The laws of armed conflict would permit an assault on this complex if the expected civilian casualties would not be excessive in relation to the concrete military advantage to be gained. It’s certain that the Hamas capability in Gaza would be severely impeded and the operation vastly accelerated if it were destroyed.
The Israeli Defence Forces have tried to get people who are able to move to leave the area. This is a requirement in Article 58 of Additional Protocol I to the Geneva Conventions. It says that the parties to the conflict shall to the maximum extent feasible “endeavour to remove the civilian population, individual civilians and civilian objects under their control from the vicinity of military objectives”.
Hamas has prevented evacuations. Israel has said it will assist with moving vulnerable patients and get them to medical facilities. It has refrained from using air power to strike the hospital. Instead, the IDF has assumed the much greater risk to the IDF of moving to neutralise Hamas facilities on the ground.
The intensity of the fighting around the hospital shows the extent of the Hamas presence and its tactics. This could end immediately if Hamas withdrew from the hospital area. They are not defending the patients and medical staff as this would best be achieved by a withdrawal from the area and letting Israel provide medical support. Israel has no other choice but to fight the terrorists as they find them.
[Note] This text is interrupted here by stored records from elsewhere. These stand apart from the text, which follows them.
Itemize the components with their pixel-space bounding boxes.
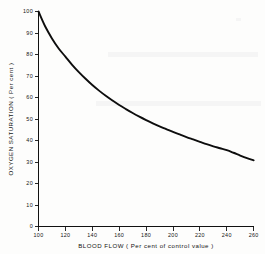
y-tick-label-40: 40 [26, 137, 33, 143]
x-axis-title: BLOOD FLOW ( Per cent of control value ) [78, 242, 213, 249]
x-tick-label-120: 120 [60, 232, 70, 238]
y-tick-label-100: 100 [23, 8, 33, 14]
y-tick-label-50: 50 [26, 116, 33, 122]
y-axis-title: OXYGEN SATURATION ( Per cent ) [7, 63, 14, 176]
x-tick-label-200: 200 [168, 232, 178, 238]
y-tick-label-10: 10 [26, 202, 33, 208]
oxygen-saturation-curve [39, 12, 254, 161]
y-tick-label-60: 60 [26, 94, 33, 100]
x-axis-ticks: 100 120 140 160 180 200 220 240 260 [33, 227, 258, 239]
scan-artifact [236, 18, 241, 21]
y-tick-label-30: 30 [26, 159, 33, 165]
x-tick-label-220: 220 [195, 232, 205, 238]
x-tick-label-160: 160 [114, 232, 124, 238]
oxygen-saturation-line-chart: 0 10 20 30 40 50 60 70 80 90 100 [0, 0, 265, 254]
scan-artifact [108, 52, 258, 57]
x-tick-label-240: 240 [222, 232, 232, 238]
y-axis-ticks: 0 10 20 30 40 50 60 70 80 90 100 [23, 8, 39, 229]
y-tick-label-20: 20 [26, 180, 33, 186]
y-tick-label-0: 0 [30, 223, 33, 229]
y-tick-label-70: 70 [26, 73, 33, 79]
x-tick-label-180: 180 [141, 232, 151, 238]
x-tick-label-260: 260 [249, 232, 259, 238]
x-tick-label-100: 100 [33, 232, 43, 238]
y-tick-label-90: 90 [26, 30, 33, 36]
y-tick-label-80: 80 [26, 51, 33, 57]
figure-root: 0 10 20 30 40 50 60 70 80 90 100 [0, 0, 265, 254]
x-tick-label-140: 140 [87, 232, 97, 238]
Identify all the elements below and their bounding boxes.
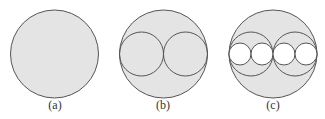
inner-circle xyxy=(273,43,295,65)
inner-circle xyxy=(251,43,273,65)
inner-circle xyxy=(229,43,251,65)
inner-circle xyxy=(295,43,317,65)
outer-circle xyxy=(11,10,99,98)
panel-c xyxy=(229,10,317,98)
panel-a xyxy=(11,10,99,98)
panel-label-a: (a) xyxy=(48,98,61,113)
panel-label-b: (b) xyxy=(156,98,170,113)
panel-label-c: (c) xyxy=(266,98,279,113)
panel-b xyxy=(120,10,208,98)
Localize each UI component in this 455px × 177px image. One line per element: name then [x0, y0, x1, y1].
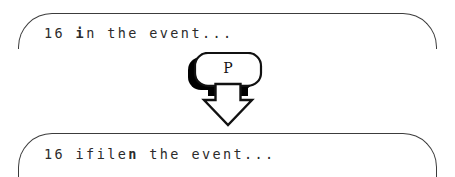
- keypress-pointer-glyph: P: [186, 52, 270, 128]
- key-cap: [195, 53, 261, 86]
- before-text-suffix: n the event...: [86, 25, 233, 41]
- after-text-suffix: the event...: [139, 146, 276, 162]
- before-state-text: 16 in the event...: [44, 25, 234, 41]
- after-text-prefix: 16 ifile: [44, 146, 128, 162]
- before-text-bold-char: i: [76, 25, 87, 41]
- illustration-canvas: 16 in the event... P 16 ifilen the event…: [0, 0, 455, 177]
- after-state-text: 16 ifilen the event...: [44, 146, 276, 162]
- after-text-bold-char: n: [128, 146, 139, 162]
- before-text-prefix: 16: [44, 25, 76, 41]
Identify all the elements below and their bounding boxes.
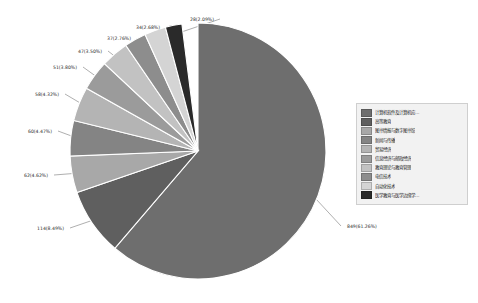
- legend-item[interactable]: 电信技术: [361, 172, 464, 181]
- legend-color-swatch: [361, 191, 372, 199]
- legend-color-swatch: [361, 136, 372, 144]
- pie-slice-label: 47(3.50%): [78, 49, 102, 54]
- legend-item-label: 高等教育: [375, 117, 391, 126]
- legend-item[interactable]: 图书情报与数字图书馆: [361, 126, 464, 135]
- pie-chart-figure: 849(61.26%)114(8.49%)62(4.62%)60(4.47%)5…: [0, 0, 478, 303]
- pie-slice-label: 28(2.09%): [190, 17, 214, 22]
- legend-item[interactable]: 医学教育与医学边缘学…: [361, 191, 464, 200]
- legend-item-label: 计算机软件及计算机应…: [375, 108, 420, 117]
- legend-color-swatch: [361, 173, 372, 181]
- pie-slice-label: 114(8.49%): [37, 226, 64, 231]
- pie-slice-label: 62(4.62%): [24, 173, 48, 178]
- pie-slice-label: 60(4.47%): [28, 129, 52, 134]
- legend-item[interactable]: 新闻与传播: [361, 136, 464, 145]
- legend-item[interactable]: 教育理论与教育管理: [361, 163, 464, 172]
- legend-item-label: 信息经济与邮政经济: [375, 154, 411, 163]
- legend-item[interactable]: 自动化技术: [361, 182, 464, 191]
- legend-color-swatch: [361, 164, 372, 172]
- legend-color-swatch: [361, 118, 372, 126]
- legend-item-label: 电信技术: [375, 172, 391, 181]
- legend-item[interactable]: 信息经济与邮政经济: [361, 154, 464, 163]
- legend-item[interactable]: 计算机软件及计算机应…: [361, 108, 464, 117]
- legend-color-swatch: [361, 145, 372, 153]
- legend-item-label: 图书情报与数字图书馆: [375, 126, 415, 135]
- legend-color-swatch: [361, 127, 372, 135]
- legend-item-label: 自动化技术: [375, 182, 395, 191]
- legend-item[interactable]: 贸易经济: [361, 145, 464, 154]
- legend-item-label: 贸易经济: [375, 145, 391, 154]
- legend-color-swatch: [361, 109, 372, 117]
- pie-slice-label: 849(61.26%): [347, 224, 377, 229]
- chart-legend: 计算机软件及计算机应…高等教育图书情报与数字图书馆新闻与传播贸易经济信息经济与邮…: [356, 103, 468, 205]
- legend-item-label: 教育理论与教育管理: [375, 163, 411, 172]
- pie-slice-label: 34(2.68%): [136, 25, 160, 30]
- pie-slice-label: 58(4.32%): [35, 92, 59, 97]
- legend-item-label: 医学教育与医学边缘学…: [375, 191, 420, 200]
- legend-item-label: 新闻与传播: [375, 136, 395, 145]
- legend-item[interactable]: 高等教育: [361, 117, 464, 126]
- pie-slice-label: 37(2.76%): [107, 36, 131, 41]
- pie-slices: [70, 23, 326, 279]
- legend-color-swatch: [361, 155, 372, 163]
- legend-color-swatch: [361, 182, 372, 190]
- pie-slice-label: 51(3.80%): [53, 65, 77, 70]
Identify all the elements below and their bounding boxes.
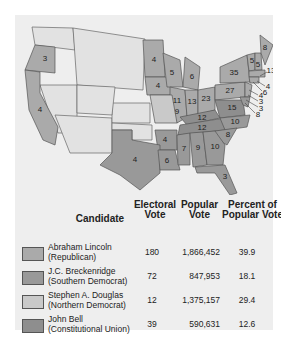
svg-text:7: 7 bbox=[182, 144, 187, 153]
svg-text:5: 5 bbox=[256, 60, 261, 69]
legend-swatch-northern-democrat bbox=[22, 295, 44, 309]
svg-text:4: 4 bbox=[133, 155, 138, 164]
header-percent-popular-vote: Percent ofPopular Vote bbox=[220, 200, 281, 220]
svg-text:8: 8 bbox=[256, 110, 261, 119]
state-new-jersey bbox=[245, 82, 252, 97]
header-candidate: Candidate bbox=[60, 214, 140, 224]
legend-swatch-constitutional-union bbox=[22, 319, 44, 333]
svg-text:12: 12 bbox=[198, 123, 207, 132]
svg-text:4: 4 bbox=[38, 105, 43, 114]
candidate-name: Stephen A. Douglas(Northern Democrat) bbox=[48, 291, 126, 310]
candidate-name: John Bell(Constitutional Union) bbox=[48, 315, 130, 334]
state-connecticut bbox=[249, 77, 259, 83]
svg-text:23: 23 bbox=[202, 94, 211, 103]
electoral-vote: 180 bbox=[142, 247, 162, 257]
svg-text:6: 6 bbox=[190, 72, 195, 81]
table-row-bell: John Bell(Constitutional Union) 39 590,6… bbox=[20, 315, 275, 339]
header-popular-vote: PopularVote bbox=[177, 200, 222, 220]
percent-popular-vote: 29.4 bbox=[232, 295, 262, 305]
map-svg: 3 4 4 5 6 4 11 13 23 27 35 5 5 8 9 12 15… bbox=[15, 15, 273, 195]
svg-text:13: 13 bbox=[188, 97, 197, 106]
legend-swatch-republican bbox=[22, 247, 44, 261]
territory-nm bbox=[55, 115, 112, 153]
candidate-name: J.C. Breckenridge(Southern Democrat) bbox=[48, 267, 127, 286]
territory-colorado bbox=[77, 85, 115, 115]
svg-text:12: 12 bbox=[198, 113, 207, 122]
popular-vote: 847,953 bbox=[170, 271, 220, 281]
svg-text:8: 8 bbox=[226, 130, 231, 139]
candidate-name: Abraham Lincoln(Republican) bbox=[48, 243, 112, 262]
svg-text:35: 35 bbox=[230, 68, 239, 77]
state-oregon bbox=[25, 45, 55, 73]
legend-swatch-southern-democrat bbox=[22, 271, 44, 285]
header-electoral-vote: ElectoralVote bbox=[130, 200, 180, 220]
electoral-vote: 39 bbox=[142, 319, 162, 329]
svg-text:3: 3 bbox=[223, 172, 228, 181]
electoral-vote: 72 bbox=[142, 271, 162, 281]
svg-text:3: 3 bbox=[43, 54, 48, 63]
svg-text:6: 6 bbox=[263, 88, 268, 97]
territory-kansas bbox=[112, 103, 150, 123]
svg-text:4: 4 bbox=[156, 81, 161, 90]
svg-text:5: 5 bbox=[170, 68, 175, 77]
table-row-lincoln: Abraham Lincoln(Republican) 180 1,866,45… bbox=[20, 243, 275, 267]
percent-popular-vote: 12.6 bbox=[232, 319, 262, 329]
svg-text:13: 13 bbox=[267, 66, 273, 75]
table-row-douglas: Stephen A. Douglas(Northern Democrat) 12… bbox=[20, 291, 275, 315]
svg-text:4: 4 bbox=[152, 55, 157, 64]
popular-vote: 590,631 bbox=[170, 319, 220, 329]
svg-text:5: 5 bbox=[250, 56, 255, 65]
popular-vote: 1,866,452 bbox=[170, 247, 220, 257]
svg-text:6: 6 bbox=[165, 156, 170, 165]
state-florida bbox=[195, 165, 237, 195]
svg-text:8: 8 bbox=[263, 43, 268, 52]
svg-text:10: 10 bbox=[231, 117, 240, 126]
popular-vote: 1,375,157 bbox=[170, 295, 220, 305]
svg-text:4: 4 bbox=[163, 135, 168, 144]
svg-text:15: 15 bbox=[228, 103, 237, 112]
percent-popular-vote: 18.1 bbox=[232, 271, 262, 281]
electoral-vote: 12 bbox=[142, 295, 162, 305]
percent-popular-vote: 39.9 bbox=[232, 247, 262, 257]
state-massachusetts bbox=[249, 70, 265, 77]
svg-text:9: 9 bbox=[175, 107, 180, 116]
svg-text:11: 11 bbox=[173, 96, 182, 105]
us-election-map: 3 4 4 5 6 4 11 13 23 27 35 5 5 8 9 12 15… bbox=[15, 15, 273, 195]
territory-nebraska-dakota bbox=[73, 28, 145, 90]
svg-text:27: 27 bbox=[226, 86, 235, 95]
svg-text:10: 10 bbox=[211, 142, 220, 151]
table-row-breckenridge: J.C. Breckenridge(Southern Democrat) 72 … bbox=[20, 267, 275, 291]
svg-text:9: 9 bbox=[196, 143, 201, 152]
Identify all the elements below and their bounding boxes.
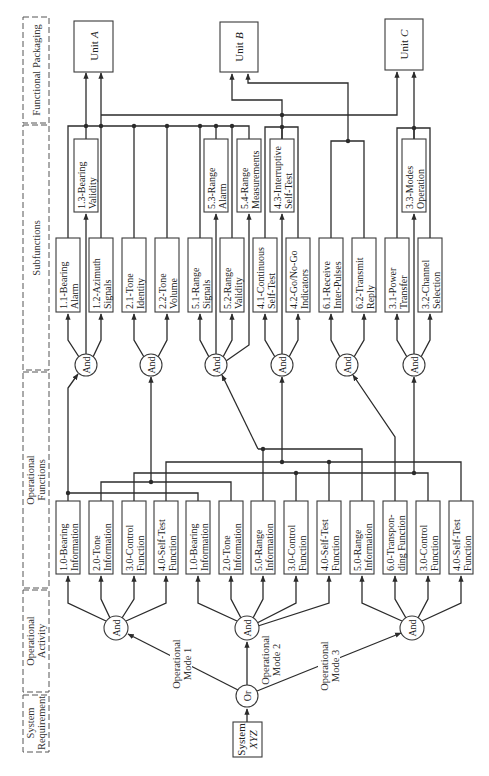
- mode-1-label: Operational Mode 1: [170, 634, 193, 694]
- or-gate: Or: [236, 685, 258, 707]
- subfunction-box: 5.4-Range Measurements: [237, 139, 261, 212]
- and-gate: And: [271, 354, 293, 376]
- box-label-line1: 5.0-Range: [253, 529, 264, 571]
- box-label-line2: Inter-Pulses: [332, 261, 343, 309]
- box-label-line1: 3.3-Modes: [404, 166, 415, 209]
- subfunction-box: 2.1-Tone Identity: [122, 238, 146, 312]
- box-label-line2: Alarm: [69, 283, 80, 309]
- unit-label: UnitA: [88, 31, 100, 61]
- level-operational-functions: Operational Functions: [23, 372, 49, 588]
- operational-function-box: 1.0-Bearing Information: [186, 501, 210, 574]
- box-label-line2: Reply: [365, 285, 376, 309]
- unit-label: UnitC: [398, 29, 410, 60]
- subfunction-box: 5.1-Range Signals: [188, 238, 212, 312]
- box-label-line1: 2.1-Tone: [124, 273, 135, 309]
- and-gate: And: [403, 354, 425, 376]
- box-label-line1: 5.3-Range: [206, 167, 217, 209]
- box-label-line1: 3.2-Channel: [420, 260, 431, 309]
- and-gate-mode-2: And: [235, 616, 259, 640]
- subfunction-box: 6.2-Transmit Reply: [352, 238, 376, 312]
- box-label-line2: Self-Test: [283, 173, 294, 209]
- operational-function-box: 5.0-Range Information: [350, 501, 374, 574]
- level-label-line2: Activity: [36, 623, 47, 658]
- mode-3-label: Operational Mode 3: [318, 636, 341, 696]
- level-functional-packaging: Functional Packaging: [23, 17, 49, 123]
- level-label-line1: Operational: [25, 616, 36, 666]
- gate-label: And: [242, 619, 253, 636]
- mode-labels: Operational Mode 1 Operational Mode 2 Op…: [170, 634, 341, 696]
- box-label-line2: Signals: [102, 279, 113, 309]
- box-label-line2: Function: [135, 535, 146, 571]
- unit-c-box: UnitC: [385, 19, 423, 70]
- box-label-line1: 3.1-Power: [387, 267, 398, 309]
- subfunction-box: 3.1-Power Transfer: [385, 238, 409, 312]
- level-label-line1: Operational: [25, 455, 36, 505]
- level-operational-activity: Operational Activity: [23, 590, 49, 692]
- and-gate: And: [75, 354, 97, 376]
- box-label-line1: 2.0-Tone: [91, 535, 102, 571]
- box-label-line1: 5.1-Range: [190, 267, 201, 309]
- unit-label: UnitB: [233, 32, 245, 62]
- subfunction-box: 3.2-Channel Selection: [418, 238, 442, 312]
- mode-label-line2: Mode 3: [330, 650, 341, 682]
- gate-label: And: [407, 619, 418, 636]
- system-xyz-box: System XYZ: [233, 722, 262, 757]
- box-label-line2: Indicators: [299, 269, 310, 309]
- operational-function-box: 6.0-Transpon- ding Function: [383, 501, 407, 574]
- box-label-line2: Selection: [431, 272, 442, 309]
- functional-units: UnitA UnitB UnitC: [74, 19, 423, 72]
- level-label: Functional Packaging: [31, 24, 42, 116]
- level-label-line1: System: [25, 708, 36, 739]
- subfunction-box: 1.3-Bearing Validity: [74, 139, 98, 212]
- and-gate: And: [140, 354, 162, 376]
- box-label-line1: 1.3-Bearing: [76, 162, 87, 210]
- gate-label: And: [111, 619, 122, 636]
- gate-label: And: [342, 356, 353, 373]
- and-gate: And: [205, 354, 227, 376]
- box-label-line2: Function: [462, 535, 473, 571]
- box-label-line1: 4.2-Go/No-Go: [288, 250, 299, 309]
- mode-label-line2: Mode 2: [271, 644, 282, 676]
- operational-function-box: 3.0-Control Function: [284, 501, 308, 574]
- box-label-line1: 4.0-Self-Test: [451, 519, 462, 571]
- subfunction-box: 5.2-Range Validity: [220, 238, 244, 312]
- box-label-line2: Information: [199, 523, 210, 571]
- subfunction-box: 4.1-Continuous Self-Test: [253, 238, 277, 312]
- operational-function-box: 3.0-Control Function: [122, 501, 146, 574]
- box-label-line2: Function: [330, 535, 341, 571]
- functional-decomposition-diagram: Functional Packaging Subfunctions Operat…: [0, 0, 489, 776]
- box-label-line1: 6.2-Transmit: [354, 257, 365, 309]
- box-label-line1: 5.4-Range: [239, 167, 250, 209]
- gate-label: And: [146, 356, 157, 373]
- subfunction-box: 4.2-Go/No-Go Indicators: [286, 238, 310, 312]
- unit-b-box: UnitB: [220, 22, 258, 72]
- box-label-line2: Validity: [87, 177, 98, 209]
- box-label-line2: Volume: [168, 278, 179, 309]
- level-label: Subfunctions: [31, 220, 42, 275]
- mode-2-label: Operational Mode 2: [260, 635, 282, 685]
- gate-label: And: [81, 356, 92, 373]
- operational-function-box: 1.0-Bearing Information: [56, 501, 80, 574]
- box-label-line1: 1.1-Bearing: [58, 262, 69, 310]
- mode-label-line1: Operational: [260, 635, 271, 685]
- mode-label-line1: Operational: [319, 641, 330, 691]
- and-gate: And: [336, 354, 358, 376]
- gate-label: And: [211, 356, 222, 373]
- box-label-line1: 4.1-Continuous: [255, 247, 266, 309]
- unit-a-box: UnitA: [74, 21, 113, 72]
- subfunction-box: 2.2-Tone Volume: [155, 238, 179, 312]
- system-label-line2: XYZ: [247, 729, 259, 750]
- box-label-line1: 4.3-Interruptive: [272, 145, 283, 209]
- gate-label: Or: [242, 690, 253, 701]
- box-label-line2: Identity: [135, 278, 146, 309]
- box-label-line2: Measurements: [250, 151, 261, 209]
- box-label-line1: 1.2-Azimuth: [91, 258, 102, 309]
- box-label-line1: 4.0-Self-Test: [319, 519, 330, 571]
- box-label-line2: Alarm: [217, 183, 228, 209]
- box-label-line2: Information: [102, 523, 113, 571]
- box-label-line2: Information: [264, 523, 275, 571]
- operational-function-box: 4.0-Self-Test Function: [449, 501, 473, 574]
- box-label-line1: 5.0-Range: [352, 529, 363, 571]
- gate-label: And: [409, 356, 420, 373]
- subfunction-box: 4.3-Interruptive Self-Test: [270, 139, 294, 212]
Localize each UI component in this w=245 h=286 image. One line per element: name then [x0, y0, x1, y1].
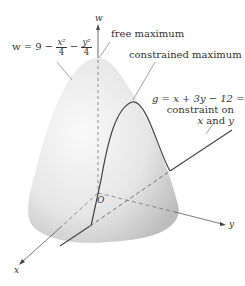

Meanwhile, on Saturday there was another Hamas misfire that caused the latest damage at al-Shifa hospital. The terrorists were trying to target Israeli forces operating near the hospital, missed and struck the hospital itself. It was like the devastating effects of the earlier Palestinian Islamic Jihad misfire on the al-Ahli hospital in Gaza locating the launch site so close to civilians and the hospital, and launching the rocket with the broad intent behind constituted a war crime.